I cant see what the big problem is if they believe they got it right. What i think is it will highlight further errors by EP and so will find themselves having to spend time and money on explaining thier incompetence.

I think all of us should favour disclosure so we know for sure there is nothing within those files that would throw a spanner in the works
I would have thought the CCRC would have asked for documents if there were any, don't forget Ewan Smith who is with the CCRC once represented Bamber?
      The Criminal Appeal Act 1995 which created the Commission provided us with the power
to obtain documents and information from any public body in England, Wales and Northern Ireland.

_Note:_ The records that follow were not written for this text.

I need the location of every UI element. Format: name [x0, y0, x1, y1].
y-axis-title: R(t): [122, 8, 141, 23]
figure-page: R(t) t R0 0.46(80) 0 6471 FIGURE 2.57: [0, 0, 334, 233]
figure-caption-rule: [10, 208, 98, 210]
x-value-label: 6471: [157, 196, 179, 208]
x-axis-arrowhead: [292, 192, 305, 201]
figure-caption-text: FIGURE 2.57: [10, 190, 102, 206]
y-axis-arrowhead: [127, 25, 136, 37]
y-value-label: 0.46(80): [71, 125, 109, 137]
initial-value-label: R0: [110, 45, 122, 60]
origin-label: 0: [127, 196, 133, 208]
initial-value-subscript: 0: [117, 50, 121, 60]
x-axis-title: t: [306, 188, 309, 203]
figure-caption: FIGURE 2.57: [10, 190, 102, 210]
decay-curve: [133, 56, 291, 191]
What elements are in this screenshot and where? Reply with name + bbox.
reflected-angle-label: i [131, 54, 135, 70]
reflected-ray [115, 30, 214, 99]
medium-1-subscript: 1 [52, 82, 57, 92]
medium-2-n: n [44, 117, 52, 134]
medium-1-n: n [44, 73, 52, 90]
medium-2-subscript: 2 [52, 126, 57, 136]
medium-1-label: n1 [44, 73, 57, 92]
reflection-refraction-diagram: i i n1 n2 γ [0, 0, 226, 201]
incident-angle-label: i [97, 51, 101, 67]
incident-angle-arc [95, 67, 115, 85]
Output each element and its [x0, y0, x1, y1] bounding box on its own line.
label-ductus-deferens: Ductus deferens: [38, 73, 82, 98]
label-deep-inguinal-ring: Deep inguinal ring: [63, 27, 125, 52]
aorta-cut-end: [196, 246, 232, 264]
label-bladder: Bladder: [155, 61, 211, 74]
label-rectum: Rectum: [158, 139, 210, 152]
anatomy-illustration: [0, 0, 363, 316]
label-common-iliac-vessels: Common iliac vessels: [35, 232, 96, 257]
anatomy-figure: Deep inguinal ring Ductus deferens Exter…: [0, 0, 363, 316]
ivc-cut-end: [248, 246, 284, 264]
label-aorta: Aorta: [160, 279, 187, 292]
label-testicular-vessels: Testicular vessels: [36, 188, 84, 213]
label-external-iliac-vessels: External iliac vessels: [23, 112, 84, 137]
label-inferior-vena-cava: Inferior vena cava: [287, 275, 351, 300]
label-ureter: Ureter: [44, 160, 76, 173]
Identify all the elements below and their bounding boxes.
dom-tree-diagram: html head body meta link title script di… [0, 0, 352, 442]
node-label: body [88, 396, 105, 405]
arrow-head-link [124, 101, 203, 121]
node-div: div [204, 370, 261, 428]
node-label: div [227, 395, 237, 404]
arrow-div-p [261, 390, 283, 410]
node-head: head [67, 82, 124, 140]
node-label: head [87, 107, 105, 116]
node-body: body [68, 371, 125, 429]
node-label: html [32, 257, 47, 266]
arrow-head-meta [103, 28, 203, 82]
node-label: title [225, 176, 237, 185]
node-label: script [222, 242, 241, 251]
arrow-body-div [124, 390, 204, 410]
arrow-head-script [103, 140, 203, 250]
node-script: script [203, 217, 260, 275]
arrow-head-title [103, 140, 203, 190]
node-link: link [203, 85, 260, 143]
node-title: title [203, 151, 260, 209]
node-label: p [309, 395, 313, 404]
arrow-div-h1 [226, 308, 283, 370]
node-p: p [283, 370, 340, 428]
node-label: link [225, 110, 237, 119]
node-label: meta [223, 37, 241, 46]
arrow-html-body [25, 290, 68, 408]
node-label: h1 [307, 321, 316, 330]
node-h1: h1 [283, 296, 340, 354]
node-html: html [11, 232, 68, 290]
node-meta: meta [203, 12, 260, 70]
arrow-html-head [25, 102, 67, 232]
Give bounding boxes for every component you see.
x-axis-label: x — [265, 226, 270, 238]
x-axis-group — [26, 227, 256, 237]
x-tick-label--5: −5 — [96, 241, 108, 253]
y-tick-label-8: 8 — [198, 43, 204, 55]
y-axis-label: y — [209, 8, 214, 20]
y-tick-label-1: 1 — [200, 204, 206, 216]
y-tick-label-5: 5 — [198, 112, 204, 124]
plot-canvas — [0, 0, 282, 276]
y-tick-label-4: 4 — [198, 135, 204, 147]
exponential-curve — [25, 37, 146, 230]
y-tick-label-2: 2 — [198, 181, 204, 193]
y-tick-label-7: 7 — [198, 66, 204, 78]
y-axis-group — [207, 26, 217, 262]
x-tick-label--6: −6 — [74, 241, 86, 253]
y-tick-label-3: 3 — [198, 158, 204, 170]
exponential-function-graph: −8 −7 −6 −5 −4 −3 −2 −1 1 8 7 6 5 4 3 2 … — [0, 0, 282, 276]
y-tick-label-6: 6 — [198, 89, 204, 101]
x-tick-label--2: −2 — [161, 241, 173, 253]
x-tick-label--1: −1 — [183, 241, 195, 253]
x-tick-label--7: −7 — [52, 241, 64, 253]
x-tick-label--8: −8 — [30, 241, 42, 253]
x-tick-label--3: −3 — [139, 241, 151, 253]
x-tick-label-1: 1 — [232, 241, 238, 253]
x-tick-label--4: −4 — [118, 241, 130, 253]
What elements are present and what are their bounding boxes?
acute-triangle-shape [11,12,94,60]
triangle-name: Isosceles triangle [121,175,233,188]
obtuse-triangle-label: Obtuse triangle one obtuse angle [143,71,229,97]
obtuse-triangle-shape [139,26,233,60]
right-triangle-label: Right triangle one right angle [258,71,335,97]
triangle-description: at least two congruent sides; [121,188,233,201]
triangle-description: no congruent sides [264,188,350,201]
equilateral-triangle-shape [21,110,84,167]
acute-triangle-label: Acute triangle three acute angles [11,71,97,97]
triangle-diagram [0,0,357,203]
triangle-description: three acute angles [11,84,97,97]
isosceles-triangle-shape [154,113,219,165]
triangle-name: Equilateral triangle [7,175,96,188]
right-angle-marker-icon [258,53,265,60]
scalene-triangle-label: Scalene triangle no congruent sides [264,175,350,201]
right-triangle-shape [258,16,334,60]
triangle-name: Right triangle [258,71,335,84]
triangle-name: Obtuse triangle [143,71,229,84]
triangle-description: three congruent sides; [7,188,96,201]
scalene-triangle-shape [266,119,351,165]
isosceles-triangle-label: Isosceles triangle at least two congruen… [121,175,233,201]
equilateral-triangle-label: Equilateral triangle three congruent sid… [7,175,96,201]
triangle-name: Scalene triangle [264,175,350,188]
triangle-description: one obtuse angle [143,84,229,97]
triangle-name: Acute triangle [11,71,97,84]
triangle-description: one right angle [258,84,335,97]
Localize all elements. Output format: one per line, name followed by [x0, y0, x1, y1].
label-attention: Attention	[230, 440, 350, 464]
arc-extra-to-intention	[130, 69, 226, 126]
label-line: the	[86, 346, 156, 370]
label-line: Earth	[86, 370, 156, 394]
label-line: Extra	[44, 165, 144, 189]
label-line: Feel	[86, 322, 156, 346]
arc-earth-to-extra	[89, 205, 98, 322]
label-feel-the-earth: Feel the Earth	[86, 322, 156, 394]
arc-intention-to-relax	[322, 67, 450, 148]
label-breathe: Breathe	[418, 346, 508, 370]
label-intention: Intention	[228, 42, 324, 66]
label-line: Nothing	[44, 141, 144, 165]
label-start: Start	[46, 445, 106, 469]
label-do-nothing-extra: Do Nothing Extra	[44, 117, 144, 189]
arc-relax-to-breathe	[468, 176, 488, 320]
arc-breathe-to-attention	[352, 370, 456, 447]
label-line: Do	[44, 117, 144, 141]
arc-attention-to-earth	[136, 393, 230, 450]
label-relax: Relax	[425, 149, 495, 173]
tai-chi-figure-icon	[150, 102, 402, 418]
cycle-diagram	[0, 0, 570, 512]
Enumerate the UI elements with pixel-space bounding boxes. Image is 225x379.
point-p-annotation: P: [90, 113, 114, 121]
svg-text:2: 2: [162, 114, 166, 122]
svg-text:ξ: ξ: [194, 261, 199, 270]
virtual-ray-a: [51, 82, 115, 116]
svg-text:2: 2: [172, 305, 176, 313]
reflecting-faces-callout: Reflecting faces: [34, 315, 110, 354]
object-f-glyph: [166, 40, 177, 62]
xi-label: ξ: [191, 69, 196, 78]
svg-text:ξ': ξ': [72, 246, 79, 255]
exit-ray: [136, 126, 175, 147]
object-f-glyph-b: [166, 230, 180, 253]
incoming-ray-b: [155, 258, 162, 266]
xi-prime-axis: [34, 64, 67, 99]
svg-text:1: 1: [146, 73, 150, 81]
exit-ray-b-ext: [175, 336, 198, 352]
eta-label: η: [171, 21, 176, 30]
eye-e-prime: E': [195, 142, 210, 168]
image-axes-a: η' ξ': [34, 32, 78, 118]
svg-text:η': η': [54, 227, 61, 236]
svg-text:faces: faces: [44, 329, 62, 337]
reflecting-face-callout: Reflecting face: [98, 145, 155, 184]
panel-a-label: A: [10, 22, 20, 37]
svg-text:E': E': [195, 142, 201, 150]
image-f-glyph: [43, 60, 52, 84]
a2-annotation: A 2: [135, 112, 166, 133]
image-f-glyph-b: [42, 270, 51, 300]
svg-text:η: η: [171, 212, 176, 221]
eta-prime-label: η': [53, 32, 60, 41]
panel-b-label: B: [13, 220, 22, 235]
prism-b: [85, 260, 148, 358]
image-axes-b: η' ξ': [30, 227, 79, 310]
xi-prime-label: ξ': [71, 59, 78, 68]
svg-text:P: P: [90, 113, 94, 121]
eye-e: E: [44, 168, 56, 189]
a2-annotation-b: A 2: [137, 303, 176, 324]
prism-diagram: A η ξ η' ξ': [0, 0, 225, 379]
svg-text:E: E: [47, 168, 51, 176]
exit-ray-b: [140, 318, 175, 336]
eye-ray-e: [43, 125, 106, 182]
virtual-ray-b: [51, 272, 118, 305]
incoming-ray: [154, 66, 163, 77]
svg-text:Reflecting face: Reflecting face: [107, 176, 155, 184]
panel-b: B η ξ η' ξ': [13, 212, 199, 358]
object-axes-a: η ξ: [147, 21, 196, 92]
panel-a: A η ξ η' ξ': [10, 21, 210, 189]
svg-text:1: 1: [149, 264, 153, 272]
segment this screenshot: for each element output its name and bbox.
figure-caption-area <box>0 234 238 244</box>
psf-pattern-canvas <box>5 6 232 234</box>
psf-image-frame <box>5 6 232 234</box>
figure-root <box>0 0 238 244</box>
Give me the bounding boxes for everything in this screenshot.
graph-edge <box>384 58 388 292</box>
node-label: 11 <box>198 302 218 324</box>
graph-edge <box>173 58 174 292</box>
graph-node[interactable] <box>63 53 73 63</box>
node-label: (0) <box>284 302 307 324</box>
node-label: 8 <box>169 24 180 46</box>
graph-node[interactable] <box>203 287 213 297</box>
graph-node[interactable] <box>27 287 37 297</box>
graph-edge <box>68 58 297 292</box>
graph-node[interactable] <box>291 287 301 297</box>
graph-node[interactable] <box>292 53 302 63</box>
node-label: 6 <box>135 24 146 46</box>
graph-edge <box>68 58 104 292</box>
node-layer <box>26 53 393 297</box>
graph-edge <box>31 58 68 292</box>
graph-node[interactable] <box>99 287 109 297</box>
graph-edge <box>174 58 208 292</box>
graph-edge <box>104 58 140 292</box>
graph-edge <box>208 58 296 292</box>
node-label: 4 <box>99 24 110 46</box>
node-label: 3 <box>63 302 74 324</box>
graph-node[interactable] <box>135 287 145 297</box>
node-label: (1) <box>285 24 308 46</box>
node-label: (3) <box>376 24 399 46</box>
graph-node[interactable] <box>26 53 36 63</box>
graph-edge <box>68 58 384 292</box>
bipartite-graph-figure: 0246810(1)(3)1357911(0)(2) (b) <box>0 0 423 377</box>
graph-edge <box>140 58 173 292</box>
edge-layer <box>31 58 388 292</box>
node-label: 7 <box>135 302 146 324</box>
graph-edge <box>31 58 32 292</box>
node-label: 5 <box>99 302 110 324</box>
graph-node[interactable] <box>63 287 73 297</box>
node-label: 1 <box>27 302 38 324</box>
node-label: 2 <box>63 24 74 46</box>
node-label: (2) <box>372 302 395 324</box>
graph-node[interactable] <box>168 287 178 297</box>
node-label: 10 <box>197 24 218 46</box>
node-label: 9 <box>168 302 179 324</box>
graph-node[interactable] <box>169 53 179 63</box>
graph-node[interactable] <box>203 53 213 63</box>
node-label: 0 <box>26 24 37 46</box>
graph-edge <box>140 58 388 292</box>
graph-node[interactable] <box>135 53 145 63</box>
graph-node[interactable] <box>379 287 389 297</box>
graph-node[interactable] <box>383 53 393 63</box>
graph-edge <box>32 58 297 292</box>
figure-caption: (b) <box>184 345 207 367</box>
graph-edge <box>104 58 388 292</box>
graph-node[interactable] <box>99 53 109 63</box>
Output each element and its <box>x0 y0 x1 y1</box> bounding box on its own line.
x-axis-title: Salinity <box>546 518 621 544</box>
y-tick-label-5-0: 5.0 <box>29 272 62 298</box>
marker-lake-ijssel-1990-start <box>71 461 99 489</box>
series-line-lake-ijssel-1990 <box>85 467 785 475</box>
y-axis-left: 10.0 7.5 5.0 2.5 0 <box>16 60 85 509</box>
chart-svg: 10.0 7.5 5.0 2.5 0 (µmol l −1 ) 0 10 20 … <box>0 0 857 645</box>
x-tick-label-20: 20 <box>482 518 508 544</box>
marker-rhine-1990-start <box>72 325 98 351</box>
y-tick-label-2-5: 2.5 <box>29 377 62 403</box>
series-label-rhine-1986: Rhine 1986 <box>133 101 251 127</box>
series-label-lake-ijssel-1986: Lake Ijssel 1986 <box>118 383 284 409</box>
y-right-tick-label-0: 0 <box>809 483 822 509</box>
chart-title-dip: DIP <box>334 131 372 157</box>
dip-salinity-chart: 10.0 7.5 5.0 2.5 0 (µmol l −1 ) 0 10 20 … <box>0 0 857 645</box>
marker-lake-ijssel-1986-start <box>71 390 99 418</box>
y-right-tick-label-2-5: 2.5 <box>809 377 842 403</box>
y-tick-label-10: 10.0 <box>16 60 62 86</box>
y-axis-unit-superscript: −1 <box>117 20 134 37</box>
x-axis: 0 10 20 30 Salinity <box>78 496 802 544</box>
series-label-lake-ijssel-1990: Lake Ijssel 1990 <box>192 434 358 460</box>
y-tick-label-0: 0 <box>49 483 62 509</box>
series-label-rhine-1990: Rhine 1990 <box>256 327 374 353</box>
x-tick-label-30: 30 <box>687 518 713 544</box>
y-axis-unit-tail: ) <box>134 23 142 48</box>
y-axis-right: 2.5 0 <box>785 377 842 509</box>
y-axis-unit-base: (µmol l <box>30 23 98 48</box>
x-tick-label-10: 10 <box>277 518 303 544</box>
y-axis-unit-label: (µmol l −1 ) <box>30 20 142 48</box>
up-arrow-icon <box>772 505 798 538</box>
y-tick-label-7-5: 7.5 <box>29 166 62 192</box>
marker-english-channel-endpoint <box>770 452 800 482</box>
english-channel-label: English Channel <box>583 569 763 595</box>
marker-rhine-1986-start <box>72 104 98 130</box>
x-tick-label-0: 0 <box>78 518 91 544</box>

          Ewen Smith, a partner at Glaisyers in Birmingham, regards himself as a ‘critical friend’ of the CCRC. ‘Of course they are not agents for the defence. However, that doesn’t mean we should just roll over. I must be able to use my experience to try to direct them towards information which I may not be able to get. They don’t like being told what to do but I am not going to sit back and just accept what they say.’


Overall, he says, the CCRC is a valuable organisation and ‘much better than the Home Office, which was far too politically involved in cases. I acted for Jeremy Bamber [convicted in 1986 of murdering five members of his family] when his case was investigated by the commission and referred back to the Court of Appeal – which subsequently rejected it – but I have no criticism of the way they handled that case at all’.